[lbo-talk] Once again, food prices

Marv Gandall marvgand at gmail.com
Wed Feb 9 10:27:14 PST 2011


On 2011-02-09, at 11:09 AM, Shane Mage wrote:


>
> On Feb 9, 2011, at 10:21 AM, Doug Henwood wrote:
>
>>
>> On Feb 9, 2011, at 10:02 AM, Shane Mage wrote:
>>
>>> "All the money?" Doesn't every trade have two equal--and opposite--sides?
>>
>> Oh right. Markets can never go up or down because for every seller there's a buyer, and vice versa. Perfect balance!
>
> And when they go up, the bears lose. And when they go down, the bulls lose.
> What the bears lose, the bulls win. And what the bulls win, the bears lose.
> Perfect balance (except for the house cut, taken from both gangs of speculators).
> I assume, if you put your money where your mouth is, you're shorting food commodities.
> Hope you win.

It's true that someone always has to be on the other side of the trade, buying or selling the stock, bond, or futures or options contract.

But the number of buyers and sellers is less important than the price at which they are settling. It is speculation at both ends, with a winner and a loser, but it is still speculation - based on each party's assessment of the underlying fundamentals affecting the commodity and mostly, it would appear, by market sentiment, particularly the direction in which markets are moving in a given session. With with the advent of high speed computers and program trading, especially "flash" trading, keyed to market sentiment, futures markets can turn on a dime, resulting in big price swings which magnify movements based on supply, demand, and other factors in the real economy.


TASK TO CARRY OUT:
Count, in the data that follows, every line with the string "flow", and give that count as the whole reply.

INPUT:
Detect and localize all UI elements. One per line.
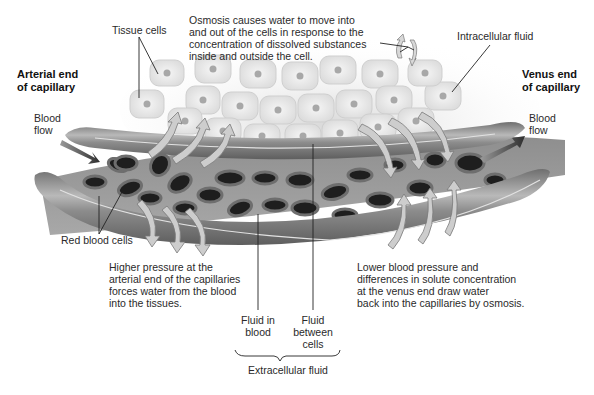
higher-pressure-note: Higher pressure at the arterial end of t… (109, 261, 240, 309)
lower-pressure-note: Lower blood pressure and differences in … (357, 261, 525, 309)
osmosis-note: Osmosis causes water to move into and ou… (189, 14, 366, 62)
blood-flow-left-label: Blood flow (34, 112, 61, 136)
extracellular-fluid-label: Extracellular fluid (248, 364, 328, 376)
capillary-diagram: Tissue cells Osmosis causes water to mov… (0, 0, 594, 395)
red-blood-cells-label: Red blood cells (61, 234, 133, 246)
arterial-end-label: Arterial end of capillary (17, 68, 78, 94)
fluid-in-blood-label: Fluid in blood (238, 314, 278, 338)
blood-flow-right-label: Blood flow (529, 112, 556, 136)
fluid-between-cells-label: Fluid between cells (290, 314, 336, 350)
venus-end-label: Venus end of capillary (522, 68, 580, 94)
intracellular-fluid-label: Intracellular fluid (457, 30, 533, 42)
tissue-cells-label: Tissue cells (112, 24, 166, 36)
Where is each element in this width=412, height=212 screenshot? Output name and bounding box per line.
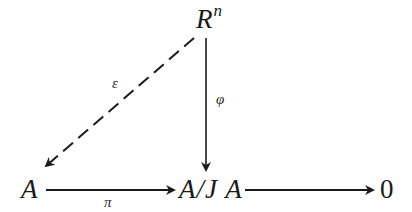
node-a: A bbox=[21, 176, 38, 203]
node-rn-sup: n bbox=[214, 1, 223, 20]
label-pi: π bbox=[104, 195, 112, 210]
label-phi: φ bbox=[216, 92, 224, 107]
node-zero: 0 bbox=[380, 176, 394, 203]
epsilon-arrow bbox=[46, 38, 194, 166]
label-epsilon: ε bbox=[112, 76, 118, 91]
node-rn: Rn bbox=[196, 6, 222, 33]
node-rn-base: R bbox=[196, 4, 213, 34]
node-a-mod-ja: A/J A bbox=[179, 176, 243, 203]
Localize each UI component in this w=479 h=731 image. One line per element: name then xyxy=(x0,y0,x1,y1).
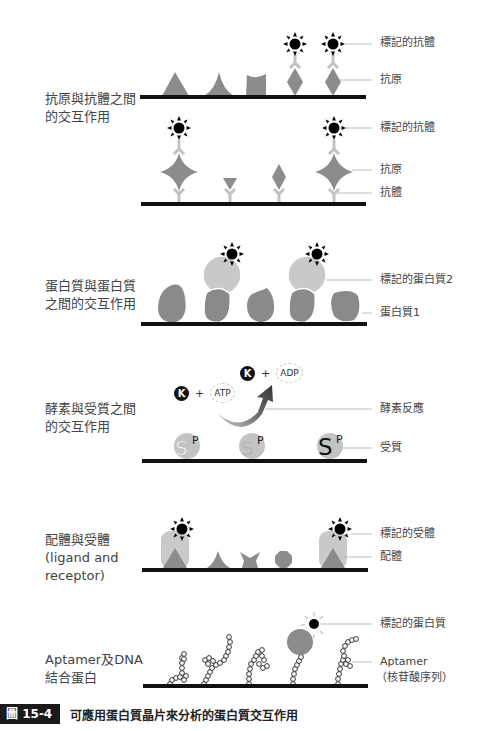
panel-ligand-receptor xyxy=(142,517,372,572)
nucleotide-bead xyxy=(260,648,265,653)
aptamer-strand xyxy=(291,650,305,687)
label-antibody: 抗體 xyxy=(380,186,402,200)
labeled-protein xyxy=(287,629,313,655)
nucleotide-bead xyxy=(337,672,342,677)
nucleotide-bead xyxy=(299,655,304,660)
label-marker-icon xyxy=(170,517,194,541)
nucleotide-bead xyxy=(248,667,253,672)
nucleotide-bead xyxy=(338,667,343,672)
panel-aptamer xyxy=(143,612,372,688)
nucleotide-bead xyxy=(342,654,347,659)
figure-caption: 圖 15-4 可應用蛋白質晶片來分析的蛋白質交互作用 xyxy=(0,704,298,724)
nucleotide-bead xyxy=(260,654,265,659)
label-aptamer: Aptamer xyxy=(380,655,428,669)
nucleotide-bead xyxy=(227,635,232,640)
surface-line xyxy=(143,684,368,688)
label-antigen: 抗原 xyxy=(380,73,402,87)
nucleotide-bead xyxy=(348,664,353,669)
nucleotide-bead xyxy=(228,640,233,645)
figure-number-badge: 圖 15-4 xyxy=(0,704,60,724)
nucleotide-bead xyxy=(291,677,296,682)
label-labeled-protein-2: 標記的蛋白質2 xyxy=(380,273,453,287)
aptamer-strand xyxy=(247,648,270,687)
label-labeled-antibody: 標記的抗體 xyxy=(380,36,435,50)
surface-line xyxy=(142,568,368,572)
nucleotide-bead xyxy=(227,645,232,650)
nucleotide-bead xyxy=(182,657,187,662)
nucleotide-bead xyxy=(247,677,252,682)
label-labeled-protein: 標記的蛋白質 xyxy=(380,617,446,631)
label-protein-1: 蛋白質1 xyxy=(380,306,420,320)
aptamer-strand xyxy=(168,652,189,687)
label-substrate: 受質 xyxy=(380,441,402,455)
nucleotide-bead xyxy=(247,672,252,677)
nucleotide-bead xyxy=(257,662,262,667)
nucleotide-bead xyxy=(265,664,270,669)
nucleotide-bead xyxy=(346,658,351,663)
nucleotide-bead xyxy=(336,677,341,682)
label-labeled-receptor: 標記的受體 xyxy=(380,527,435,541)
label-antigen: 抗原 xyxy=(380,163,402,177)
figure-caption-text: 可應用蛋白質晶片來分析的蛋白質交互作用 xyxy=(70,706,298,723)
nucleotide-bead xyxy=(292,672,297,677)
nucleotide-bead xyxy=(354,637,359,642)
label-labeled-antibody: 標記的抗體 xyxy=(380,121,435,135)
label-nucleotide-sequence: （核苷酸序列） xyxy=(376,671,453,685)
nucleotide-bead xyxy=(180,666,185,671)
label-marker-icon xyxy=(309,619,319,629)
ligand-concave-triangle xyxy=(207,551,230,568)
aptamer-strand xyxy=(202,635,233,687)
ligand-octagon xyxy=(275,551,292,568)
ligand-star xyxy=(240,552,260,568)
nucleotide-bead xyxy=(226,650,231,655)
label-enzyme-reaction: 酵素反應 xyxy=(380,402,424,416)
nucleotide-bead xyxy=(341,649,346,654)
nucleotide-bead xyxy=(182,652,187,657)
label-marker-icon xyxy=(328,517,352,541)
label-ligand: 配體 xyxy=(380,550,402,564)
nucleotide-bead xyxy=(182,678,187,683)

==

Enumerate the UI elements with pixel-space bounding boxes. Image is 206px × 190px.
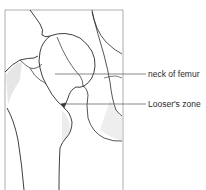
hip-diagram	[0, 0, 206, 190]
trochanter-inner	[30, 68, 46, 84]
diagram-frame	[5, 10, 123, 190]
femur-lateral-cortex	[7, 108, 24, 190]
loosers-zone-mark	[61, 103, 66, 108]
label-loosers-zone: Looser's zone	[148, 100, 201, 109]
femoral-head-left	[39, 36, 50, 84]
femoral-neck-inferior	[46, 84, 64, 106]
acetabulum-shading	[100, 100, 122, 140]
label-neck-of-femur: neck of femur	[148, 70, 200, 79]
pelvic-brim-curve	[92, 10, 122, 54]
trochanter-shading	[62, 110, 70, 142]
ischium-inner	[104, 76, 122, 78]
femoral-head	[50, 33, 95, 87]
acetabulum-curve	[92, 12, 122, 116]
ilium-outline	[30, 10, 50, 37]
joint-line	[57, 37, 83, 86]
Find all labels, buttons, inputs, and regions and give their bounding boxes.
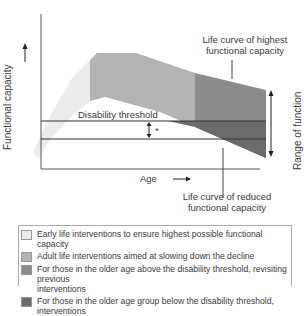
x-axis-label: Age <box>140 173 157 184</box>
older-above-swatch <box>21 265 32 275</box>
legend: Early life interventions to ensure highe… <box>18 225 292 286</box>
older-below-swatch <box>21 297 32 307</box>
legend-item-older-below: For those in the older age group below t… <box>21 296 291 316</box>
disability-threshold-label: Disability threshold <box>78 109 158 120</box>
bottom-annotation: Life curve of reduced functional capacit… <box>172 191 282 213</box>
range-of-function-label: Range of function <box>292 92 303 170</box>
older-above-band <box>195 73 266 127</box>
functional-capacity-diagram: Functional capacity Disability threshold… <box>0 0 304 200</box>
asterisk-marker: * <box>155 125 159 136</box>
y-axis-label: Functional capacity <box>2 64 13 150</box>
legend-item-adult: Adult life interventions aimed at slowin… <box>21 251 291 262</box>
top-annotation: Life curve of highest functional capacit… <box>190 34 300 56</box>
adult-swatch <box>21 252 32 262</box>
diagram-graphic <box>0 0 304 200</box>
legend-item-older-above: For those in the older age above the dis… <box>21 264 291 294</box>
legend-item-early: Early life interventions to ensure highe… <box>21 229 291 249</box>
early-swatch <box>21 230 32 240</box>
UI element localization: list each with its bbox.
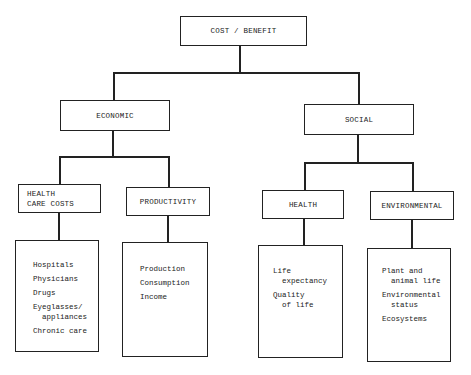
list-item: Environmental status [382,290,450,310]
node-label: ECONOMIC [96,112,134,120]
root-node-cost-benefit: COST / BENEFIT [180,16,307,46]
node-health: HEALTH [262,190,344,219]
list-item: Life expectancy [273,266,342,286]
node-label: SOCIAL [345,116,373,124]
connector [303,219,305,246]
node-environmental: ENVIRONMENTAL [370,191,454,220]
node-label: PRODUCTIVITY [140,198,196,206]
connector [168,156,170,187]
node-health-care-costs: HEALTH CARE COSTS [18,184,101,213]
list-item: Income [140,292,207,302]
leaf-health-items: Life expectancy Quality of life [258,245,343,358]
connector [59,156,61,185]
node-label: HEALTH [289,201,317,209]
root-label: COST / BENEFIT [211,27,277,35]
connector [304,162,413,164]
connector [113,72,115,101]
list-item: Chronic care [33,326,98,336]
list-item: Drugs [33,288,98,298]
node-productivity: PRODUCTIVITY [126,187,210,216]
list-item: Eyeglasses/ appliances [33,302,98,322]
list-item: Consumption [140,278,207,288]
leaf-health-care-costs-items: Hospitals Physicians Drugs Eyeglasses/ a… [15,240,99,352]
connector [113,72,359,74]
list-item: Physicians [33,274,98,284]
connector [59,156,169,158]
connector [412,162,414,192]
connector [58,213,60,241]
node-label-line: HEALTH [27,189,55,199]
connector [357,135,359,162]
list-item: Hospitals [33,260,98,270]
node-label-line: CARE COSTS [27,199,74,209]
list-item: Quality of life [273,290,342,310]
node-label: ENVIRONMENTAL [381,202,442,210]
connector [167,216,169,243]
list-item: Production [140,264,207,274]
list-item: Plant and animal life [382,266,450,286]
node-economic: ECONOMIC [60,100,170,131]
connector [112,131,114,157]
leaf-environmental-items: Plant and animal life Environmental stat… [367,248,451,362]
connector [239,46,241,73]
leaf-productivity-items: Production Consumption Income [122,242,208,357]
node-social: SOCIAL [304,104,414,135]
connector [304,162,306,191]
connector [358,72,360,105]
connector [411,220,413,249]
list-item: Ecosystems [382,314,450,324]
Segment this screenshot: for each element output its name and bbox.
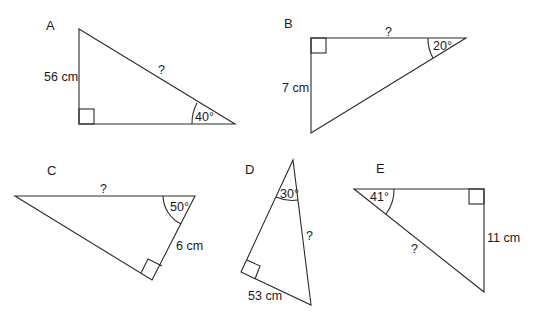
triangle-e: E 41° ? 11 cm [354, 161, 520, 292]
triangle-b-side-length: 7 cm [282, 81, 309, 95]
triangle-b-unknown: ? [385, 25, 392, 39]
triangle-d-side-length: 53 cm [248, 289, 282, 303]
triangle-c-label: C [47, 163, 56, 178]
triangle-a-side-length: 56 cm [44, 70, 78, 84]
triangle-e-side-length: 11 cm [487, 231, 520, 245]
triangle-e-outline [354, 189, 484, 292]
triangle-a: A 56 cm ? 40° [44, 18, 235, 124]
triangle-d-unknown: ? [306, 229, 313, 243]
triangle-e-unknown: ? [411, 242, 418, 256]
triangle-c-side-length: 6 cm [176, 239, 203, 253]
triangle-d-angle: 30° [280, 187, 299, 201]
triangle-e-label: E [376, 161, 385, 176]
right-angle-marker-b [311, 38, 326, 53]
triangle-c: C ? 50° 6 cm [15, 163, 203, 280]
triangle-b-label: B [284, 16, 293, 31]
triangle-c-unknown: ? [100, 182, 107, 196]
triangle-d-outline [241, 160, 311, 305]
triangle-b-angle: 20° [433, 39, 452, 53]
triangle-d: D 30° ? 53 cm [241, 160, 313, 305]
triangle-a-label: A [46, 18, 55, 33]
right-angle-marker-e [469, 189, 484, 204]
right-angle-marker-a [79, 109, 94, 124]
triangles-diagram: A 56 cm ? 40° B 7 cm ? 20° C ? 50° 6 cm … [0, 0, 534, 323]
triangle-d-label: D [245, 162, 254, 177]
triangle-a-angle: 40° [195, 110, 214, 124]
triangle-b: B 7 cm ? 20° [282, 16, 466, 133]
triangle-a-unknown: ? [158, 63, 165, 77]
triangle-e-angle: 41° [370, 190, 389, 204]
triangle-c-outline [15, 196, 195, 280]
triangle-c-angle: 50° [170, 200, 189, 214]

==

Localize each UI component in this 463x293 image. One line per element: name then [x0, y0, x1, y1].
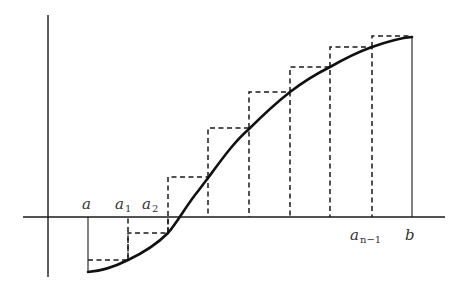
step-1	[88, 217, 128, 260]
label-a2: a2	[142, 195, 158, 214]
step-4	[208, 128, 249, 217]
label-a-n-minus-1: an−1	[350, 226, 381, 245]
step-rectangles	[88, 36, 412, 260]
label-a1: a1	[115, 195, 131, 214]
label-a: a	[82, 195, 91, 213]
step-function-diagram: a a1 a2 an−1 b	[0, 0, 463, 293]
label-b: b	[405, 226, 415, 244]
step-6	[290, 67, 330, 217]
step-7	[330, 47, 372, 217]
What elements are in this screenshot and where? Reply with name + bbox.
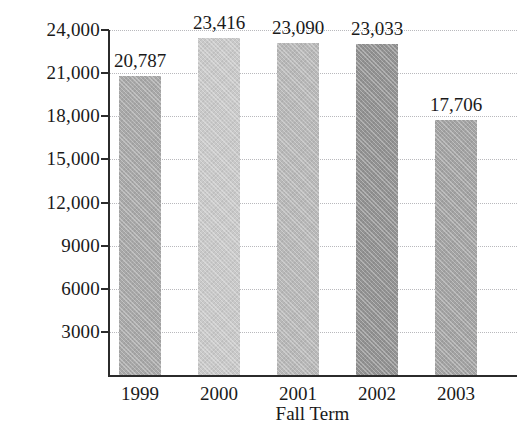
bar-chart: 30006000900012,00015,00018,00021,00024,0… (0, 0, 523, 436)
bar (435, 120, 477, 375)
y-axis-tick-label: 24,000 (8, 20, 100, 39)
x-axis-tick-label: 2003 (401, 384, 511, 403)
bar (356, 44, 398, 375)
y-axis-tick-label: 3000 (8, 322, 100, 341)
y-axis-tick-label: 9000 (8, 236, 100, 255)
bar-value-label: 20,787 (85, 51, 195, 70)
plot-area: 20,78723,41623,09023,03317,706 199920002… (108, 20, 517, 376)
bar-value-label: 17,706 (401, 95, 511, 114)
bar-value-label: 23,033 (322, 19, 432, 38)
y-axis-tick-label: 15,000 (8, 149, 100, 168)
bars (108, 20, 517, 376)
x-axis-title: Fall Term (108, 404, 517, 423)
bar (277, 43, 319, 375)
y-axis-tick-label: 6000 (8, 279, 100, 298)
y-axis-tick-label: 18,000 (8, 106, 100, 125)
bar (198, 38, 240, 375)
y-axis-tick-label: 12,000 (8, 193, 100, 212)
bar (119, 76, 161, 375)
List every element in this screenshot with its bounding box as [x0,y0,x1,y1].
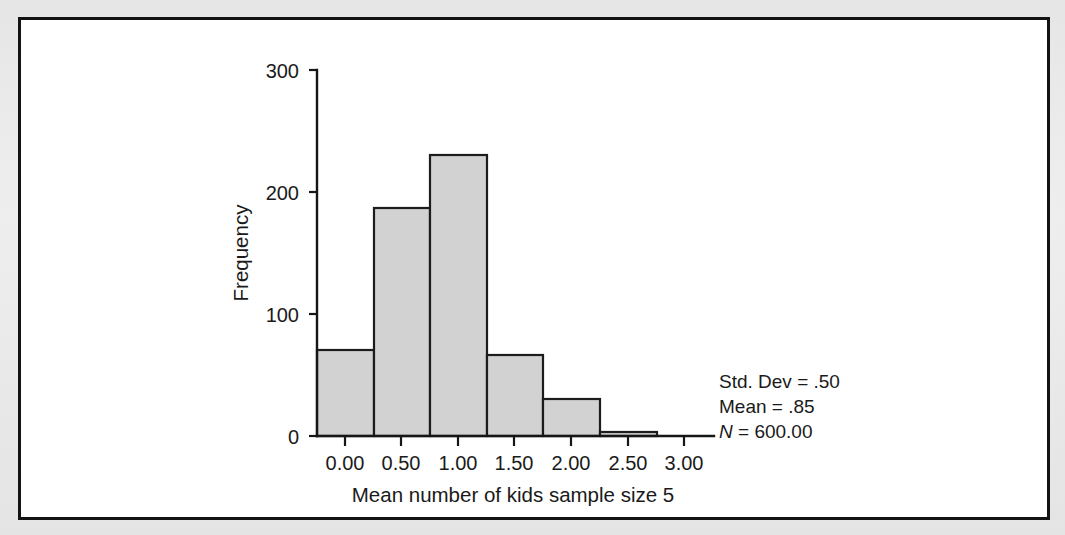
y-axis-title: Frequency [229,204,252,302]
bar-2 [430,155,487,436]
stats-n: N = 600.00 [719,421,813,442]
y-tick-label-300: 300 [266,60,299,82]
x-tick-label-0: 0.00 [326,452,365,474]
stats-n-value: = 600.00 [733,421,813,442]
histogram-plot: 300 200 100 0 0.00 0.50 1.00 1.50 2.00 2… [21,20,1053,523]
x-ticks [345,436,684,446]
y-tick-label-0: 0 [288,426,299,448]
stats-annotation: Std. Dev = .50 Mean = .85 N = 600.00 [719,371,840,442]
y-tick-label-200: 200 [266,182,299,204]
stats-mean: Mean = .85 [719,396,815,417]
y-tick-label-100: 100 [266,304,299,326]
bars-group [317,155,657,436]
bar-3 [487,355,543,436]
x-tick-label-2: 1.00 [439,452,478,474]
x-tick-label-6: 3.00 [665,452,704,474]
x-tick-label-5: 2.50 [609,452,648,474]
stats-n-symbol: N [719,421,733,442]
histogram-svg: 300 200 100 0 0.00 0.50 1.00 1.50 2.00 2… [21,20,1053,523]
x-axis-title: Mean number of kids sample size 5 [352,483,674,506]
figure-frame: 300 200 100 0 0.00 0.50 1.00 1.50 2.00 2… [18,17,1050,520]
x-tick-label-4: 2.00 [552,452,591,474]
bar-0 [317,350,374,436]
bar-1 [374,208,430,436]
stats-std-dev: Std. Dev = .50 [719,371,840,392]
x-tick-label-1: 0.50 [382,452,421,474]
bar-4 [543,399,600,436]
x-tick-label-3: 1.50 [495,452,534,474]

RESPONSE BELOW:
2